Ellen Lesperance works and lives in Portland, Oregon. Her work pays tribute to direct action campaigns and feminist activism. Lesperance's paintings are based on knit garments worn by women involved in protests, sit-ins, demonstrations, and civil disobedience.Her work has been presented in solo and two-person exhibitions at Seattle Art Museum, Samson Projects in Boston, and PS122 in New York. She has participated in group exhibitions at institutions such as the Drawing Center in New York, Ashland Art Museum, Portland Institute of Contemporary Art, the Dahl Arts Center in Rapid City, Southeastern Center for Contemporary Art in Winston-Salem, and Scottsdale Museum of Contemporary Art. The artist has received grants and awards from the Robert Rauschenberg Foundation, Art Matters, Pollock-Krasner Foundation, and the Ford Family Foundation. Ellen's work is being shown at The Alice courtesy of her gallery in Portland, Adams and Ollman.

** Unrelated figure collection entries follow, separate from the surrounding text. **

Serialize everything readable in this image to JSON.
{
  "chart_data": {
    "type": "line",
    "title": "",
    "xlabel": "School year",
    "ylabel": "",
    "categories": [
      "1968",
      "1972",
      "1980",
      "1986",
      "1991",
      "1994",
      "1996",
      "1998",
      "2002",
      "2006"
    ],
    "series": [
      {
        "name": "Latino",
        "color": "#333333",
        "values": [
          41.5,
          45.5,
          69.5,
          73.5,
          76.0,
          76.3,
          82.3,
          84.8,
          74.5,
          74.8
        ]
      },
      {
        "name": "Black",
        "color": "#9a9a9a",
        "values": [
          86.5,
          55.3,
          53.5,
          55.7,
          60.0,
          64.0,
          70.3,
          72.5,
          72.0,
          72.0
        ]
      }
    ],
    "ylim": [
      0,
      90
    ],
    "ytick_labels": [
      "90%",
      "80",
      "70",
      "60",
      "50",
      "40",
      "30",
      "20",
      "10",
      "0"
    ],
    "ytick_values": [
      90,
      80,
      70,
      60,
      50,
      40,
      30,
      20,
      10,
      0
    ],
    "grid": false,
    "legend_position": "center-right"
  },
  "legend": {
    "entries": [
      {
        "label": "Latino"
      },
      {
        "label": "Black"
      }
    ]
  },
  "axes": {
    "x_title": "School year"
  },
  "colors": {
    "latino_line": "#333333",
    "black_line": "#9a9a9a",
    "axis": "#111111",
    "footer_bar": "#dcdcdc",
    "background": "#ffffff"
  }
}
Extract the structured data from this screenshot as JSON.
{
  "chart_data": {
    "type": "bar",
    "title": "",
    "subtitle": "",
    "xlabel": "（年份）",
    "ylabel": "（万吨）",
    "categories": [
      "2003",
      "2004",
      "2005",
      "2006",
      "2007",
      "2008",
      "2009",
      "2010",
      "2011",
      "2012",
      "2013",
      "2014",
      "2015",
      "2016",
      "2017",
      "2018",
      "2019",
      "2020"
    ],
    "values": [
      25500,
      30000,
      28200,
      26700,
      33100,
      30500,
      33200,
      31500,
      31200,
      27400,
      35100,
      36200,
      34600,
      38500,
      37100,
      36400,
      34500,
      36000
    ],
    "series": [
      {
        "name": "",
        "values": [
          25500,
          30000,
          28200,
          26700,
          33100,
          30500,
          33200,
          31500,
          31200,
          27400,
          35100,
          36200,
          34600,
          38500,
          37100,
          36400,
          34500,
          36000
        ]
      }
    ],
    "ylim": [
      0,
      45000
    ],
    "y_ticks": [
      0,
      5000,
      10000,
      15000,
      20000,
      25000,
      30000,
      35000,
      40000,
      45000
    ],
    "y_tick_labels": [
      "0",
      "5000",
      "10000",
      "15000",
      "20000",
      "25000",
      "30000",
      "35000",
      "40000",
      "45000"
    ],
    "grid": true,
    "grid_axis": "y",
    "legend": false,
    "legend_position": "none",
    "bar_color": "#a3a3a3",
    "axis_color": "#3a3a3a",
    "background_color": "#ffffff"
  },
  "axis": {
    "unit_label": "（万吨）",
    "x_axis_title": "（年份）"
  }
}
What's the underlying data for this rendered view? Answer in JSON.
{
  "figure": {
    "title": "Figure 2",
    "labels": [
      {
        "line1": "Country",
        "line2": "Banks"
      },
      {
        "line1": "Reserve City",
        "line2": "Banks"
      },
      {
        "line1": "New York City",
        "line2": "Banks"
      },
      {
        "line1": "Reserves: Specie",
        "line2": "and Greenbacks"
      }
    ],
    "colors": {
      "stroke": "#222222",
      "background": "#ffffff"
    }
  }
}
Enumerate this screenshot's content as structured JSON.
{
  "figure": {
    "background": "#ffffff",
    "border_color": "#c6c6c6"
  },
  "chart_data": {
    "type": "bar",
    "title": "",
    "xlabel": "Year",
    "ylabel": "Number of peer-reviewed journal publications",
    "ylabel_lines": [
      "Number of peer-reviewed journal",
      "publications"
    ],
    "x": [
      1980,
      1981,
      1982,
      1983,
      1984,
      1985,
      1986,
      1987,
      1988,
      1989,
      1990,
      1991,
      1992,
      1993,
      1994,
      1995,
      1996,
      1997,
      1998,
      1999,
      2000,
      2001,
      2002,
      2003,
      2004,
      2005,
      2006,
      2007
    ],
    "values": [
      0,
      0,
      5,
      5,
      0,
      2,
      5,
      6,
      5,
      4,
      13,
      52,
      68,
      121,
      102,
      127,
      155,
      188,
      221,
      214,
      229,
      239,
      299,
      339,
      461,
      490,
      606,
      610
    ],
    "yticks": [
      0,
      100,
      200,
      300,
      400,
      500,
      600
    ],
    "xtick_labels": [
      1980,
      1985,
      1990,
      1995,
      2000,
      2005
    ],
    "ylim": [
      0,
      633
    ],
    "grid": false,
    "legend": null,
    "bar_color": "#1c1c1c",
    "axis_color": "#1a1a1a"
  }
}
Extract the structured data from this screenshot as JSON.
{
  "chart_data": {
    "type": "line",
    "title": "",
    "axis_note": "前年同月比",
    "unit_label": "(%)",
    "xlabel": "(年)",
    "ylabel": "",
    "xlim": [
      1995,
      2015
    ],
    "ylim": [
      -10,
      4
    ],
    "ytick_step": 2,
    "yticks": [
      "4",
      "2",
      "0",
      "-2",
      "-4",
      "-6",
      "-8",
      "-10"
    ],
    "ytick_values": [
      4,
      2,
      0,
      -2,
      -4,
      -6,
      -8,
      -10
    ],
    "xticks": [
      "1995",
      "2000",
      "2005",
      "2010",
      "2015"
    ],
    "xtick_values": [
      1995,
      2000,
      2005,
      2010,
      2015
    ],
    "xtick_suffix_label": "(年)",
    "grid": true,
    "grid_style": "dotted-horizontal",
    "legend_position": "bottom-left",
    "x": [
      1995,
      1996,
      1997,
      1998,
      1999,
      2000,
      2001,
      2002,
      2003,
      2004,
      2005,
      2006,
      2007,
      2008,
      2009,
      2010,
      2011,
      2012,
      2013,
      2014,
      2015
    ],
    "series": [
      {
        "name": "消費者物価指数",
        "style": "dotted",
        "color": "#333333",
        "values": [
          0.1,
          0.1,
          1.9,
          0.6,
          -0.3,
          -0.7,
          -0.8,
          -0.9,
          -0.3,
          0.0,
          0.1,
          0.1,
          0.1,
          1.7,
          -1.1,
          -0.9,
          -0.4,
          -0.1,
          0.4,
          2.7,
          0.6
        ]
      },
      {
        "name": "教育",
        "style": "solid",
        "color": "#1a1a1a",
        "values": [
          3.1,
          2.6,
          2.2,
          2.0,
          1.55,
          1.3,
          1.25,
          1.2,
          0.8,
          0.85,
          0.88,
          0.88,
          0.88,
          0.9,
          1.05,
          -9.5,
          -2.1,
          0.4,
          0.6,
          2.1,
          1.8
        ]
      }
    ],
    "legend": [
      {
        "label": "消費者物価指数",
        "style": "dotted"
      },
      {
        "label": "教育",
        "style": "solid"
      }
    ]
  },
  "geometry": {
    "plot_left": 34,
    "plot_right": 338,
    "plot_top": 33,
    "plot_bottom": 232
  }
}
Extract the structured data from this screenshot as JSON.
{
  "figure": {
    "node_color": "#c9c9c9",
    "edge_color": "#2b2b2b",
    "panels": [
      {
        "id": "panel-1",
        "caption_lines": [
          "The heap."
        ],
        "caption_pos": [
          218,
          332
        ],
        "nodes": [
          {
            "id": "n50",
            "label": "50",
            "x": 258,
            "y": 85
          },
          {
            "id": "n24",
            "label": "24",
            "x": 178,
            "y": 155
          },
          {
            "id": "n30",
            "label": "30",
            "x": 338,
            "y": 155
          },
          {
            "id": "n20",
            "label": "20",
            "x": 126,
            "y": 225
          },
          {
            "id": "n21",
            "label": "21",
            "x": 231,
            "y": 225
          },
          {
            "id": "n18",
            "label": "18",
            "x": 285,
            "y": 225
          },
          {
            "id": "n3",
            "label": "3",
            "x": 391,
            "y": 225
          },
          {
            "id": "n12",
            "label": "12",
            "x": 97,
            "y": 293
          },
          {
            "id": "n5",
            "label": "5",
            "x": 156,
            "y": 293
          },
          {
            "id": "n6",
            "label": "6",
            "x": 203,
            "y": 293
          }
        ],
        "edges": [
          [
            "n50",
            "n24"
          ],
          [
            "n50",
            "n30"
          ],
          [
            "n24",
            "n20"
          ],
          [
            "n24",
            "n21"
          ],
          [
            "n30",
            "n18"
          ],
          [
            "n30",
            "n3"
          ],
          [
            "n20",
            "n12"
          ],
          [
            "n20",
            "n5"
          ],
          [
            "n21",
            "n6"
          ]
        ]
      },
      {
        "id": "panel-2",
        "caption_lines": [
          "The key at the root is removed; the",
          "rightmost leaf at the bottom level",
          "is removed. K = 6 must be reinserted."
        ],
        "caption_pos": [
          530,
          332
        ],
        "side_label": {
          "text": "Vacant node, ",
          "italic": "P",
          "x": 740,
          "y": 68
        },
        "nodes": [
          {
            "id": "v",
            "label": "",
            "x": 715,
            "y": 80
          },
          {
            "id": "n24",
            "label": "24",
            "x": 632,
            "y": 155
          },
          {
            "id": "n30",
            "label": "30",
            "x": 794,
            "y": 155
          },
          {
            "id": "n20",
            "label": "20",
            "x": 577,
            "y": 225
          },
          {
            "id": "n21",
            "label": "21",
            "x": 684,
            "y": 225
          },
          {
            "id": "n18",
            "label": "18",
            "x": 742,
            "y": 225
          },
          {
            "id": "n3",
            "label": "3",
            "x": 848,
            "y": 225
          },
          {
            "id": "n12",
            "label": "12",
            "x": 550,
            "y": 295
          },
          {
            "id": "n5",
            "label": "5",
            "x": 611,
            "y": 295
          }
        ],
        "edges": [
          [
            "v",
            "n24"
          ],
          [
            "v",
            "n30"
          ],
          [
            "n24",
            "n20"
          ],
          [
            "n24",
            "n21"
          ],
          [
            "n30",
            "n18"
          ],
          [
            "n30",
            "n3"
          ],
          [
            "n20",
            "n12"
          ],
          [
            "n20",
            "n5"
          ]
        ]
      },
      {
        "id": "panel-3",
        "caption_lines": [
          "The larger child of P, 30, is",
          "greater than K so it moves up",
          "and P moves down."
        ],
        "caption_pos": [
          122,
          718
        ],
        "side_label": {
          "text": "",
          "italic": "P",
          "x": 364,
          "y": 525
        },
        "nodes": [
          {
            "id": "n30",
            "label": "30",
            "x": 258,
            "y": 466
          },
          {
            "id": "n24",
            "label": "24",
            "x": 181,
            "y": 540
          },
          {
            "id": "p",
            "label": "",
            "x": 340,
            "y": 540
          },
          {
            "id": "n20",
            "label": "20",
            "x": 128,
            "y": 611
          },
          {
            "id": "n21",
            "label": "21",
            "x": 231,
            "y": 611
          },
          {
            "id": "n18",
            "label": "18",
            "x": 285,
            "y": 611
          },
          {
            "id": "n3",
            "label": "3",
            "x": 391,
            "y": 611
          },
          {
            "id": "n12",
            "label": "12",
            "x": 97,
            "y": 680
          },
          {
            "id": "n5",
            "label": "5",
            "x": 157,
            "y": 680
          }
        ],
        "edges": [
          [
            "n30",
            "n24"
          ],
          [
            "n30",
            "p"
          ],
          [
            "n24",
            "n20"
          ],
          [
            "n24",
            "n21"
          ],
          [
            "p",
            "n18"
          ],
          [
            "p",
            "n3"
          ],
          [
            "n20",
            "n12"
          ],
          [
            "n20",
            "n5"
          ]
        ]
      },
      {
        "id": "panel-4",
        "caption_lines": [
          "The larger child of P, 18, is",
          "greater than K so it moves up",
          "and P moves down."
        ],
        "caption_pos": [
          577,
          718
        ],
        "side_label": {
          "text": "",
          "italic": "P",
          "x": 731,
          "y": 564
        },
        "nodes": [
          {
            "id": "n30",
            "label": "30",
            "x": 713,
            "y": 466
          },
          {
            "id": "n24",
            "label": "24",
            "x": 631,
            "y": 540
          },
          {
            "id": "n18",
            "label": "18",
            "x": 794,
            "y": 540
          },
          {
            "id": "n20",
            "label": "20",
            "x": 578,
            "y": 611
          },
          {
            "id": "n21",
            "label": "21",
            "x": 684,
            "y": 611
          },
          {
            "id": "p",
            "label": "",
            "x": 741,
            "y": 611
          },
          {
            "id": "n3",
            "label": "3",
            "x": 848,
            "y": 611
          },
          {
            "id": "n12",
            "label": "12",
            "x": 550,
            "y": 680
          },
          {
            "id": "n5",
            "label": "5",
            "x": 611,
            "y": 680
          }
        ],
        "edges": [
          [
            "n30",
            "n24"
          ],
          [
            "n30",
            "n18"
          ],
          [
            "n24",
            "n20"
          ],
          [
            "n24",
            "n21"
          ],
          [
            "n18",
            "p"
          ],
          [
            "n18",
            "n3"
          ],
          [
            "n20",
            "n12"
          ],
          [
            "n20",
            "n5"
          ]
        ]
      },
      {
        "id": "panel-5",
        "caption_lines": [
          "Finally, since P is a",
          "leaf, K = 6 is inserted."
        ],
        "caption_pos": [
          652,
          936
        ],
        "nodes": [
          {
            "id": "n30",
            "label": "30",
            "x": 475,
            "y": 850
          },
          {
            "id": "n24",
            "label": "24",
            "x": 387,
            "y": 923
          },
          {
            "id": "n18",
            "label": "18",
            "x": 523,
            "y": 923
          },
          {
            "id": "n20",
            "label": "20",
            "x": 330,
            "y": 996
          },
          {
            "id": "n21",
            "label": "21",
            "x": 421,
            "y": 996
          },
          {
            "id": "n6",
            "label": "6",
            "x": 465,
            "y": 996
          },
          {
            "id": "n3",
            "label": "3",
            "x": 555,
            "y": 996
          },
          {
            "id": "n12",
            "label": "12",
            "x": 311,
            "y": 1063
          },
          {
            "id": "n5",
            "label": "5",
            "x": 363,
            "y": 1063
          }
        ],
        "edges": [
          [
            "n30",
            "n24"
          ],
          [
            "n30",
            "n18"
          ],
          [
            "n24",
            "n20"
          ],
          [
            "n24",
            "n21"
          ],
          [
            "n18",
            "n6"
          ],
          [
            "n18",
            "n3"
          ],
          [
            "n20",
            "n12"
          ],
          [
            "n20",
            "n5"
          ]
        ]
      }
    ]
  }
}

Sara Osebold is a Seattle artist primarily focused on sculpture and drawing. Her work comes out of an unwavering fascination with themes based on Nature, landscape, mystery and play. While sculpture allows her to delve into the conceptual realm, drawings give her access to the immediate and intuitive. She received her MFA at Pratt Institute, has been a past member of Soil and recently completed a summer residency at Seattle Presents Gallery sponsored by the Office of Arts and Culture.